World’s First Living Robots Are Now Able To Reproduce

World’s First Living Robots Are Now Able To Reproduce

Editorial Photo Credit: PopTika

Xenobots, the world’s very first living robots, created from the stem cells of the African clawed frog and measure less than a millimeter wide – now have the ability to reproduce. This form of reproduction has never been seen in either plants or animals.   After being introduced to the world in 2020, the Xenobots showed they could move, work together in groups and self heal.

CNN is reporting that “scientists at University of Vermont, Tufts University and Harvard University Wyss Institute for Biologically Inspired Engineering, who created the first living robots, said they have discovered an entirely new form of biological reproduction different from any animal or plant known to science.”

Michael Levin, a professor of biology and director of the Allen Discovery Center at Tufts University who was co-lead author of the new research, had this to say, “I was astounded by it.
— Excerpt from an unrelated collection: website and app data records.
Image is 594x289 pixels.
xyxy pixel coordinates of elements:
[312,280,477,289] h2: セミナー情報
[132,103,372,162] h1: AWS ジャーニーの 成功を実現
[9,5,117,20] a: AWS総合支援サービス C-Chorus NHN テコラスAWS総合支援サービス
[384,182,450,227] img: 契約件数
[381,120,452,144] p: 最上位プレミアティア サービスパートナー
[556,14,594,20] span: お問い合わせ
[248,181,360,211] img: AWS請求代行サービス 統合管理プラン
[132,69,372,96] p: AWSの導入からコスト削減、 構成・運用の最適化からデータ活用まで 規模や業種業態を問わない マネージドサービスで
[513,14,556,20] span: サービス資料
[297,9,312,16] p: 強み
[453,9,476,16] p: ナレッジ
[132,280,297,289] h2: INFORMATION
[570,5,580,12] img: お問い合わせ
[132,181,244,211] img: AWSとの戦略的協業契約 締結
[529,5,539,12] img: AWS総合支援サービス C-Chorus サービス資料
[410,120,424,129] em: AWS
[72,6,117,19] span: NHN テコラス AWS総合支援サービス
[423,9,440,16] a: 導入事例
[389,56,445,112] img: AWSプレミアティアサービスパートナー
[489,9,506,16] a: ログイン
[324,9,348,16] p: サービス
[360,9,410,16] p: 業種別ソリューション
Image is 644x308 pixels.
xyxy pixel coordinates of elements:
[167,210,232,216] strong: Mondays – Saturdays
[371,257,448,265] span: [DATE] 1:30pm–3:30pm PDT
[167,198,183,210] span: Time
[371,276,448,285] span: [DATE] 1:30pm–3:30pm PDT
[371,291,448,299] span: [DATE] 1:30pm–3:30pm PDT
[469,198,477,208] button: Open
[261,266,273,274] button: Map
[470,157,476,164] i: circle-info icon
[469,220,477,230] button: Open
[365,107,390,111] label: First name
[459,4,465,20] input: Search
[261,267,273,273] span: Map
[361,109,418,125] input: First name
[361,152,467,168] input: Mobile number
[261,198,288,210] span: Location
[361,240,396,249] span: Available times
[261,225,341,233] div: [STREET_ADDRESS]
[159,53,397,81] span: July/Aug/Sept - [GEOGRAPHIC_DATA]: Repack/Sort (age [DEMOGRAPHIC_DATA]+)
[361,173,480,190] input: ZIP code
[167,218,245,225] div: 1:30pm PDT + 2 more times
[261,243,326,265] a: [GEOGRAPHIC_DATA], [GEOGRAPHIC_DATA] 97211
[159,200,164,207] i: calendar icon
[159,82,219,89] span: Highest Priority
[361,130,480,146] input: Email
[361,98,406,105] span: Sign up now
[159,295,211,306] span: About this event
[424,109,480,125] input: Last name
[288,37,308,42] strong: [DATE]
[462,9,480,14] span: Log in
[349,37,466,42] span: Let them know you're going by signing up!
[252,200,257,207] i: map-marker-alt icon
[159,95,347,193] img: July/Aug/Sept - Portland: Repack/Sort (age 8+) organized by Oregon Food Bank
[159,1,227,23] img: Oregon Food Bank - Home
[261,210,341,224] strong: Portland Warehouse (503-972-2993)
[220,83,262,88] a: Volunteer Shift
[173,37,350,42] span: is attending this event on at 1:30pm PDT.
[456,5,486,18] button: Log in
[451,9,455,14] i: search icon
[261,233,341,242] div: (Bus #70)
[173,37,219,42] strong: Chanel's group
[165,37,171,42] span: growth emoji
Frogs have a way of reproducing that they normally use but when you liberate (the cells) from the rest of the embryo and you give them a chance to figure out how to be in a new environment, not only do they figure out a new way to move, but they also figure out apparently a new way to reproduce.”

Josh Bongard, a computer science professor and robotics expert at the University of Vermont and lead author of the study added, “The xenobots used “kinetic replication” — a process that is known to occur at the molecular level but has never been observed before at the scale of whole cells or organisms.” With the help of artificial intelligence, the researchers then tested billions of body shapes to make the xenobots more effective at this type of replication. The supercomputer came up with a C-shape that resembled Pac-Man, the 1980s video game. They found it was able to find tiny stem cells in a petri dish, gather hundreds of them inside its mouth, and a few days later the bundle of cells became new xenobots.

The study was published in the peer-reviewed scientific journal PNAS.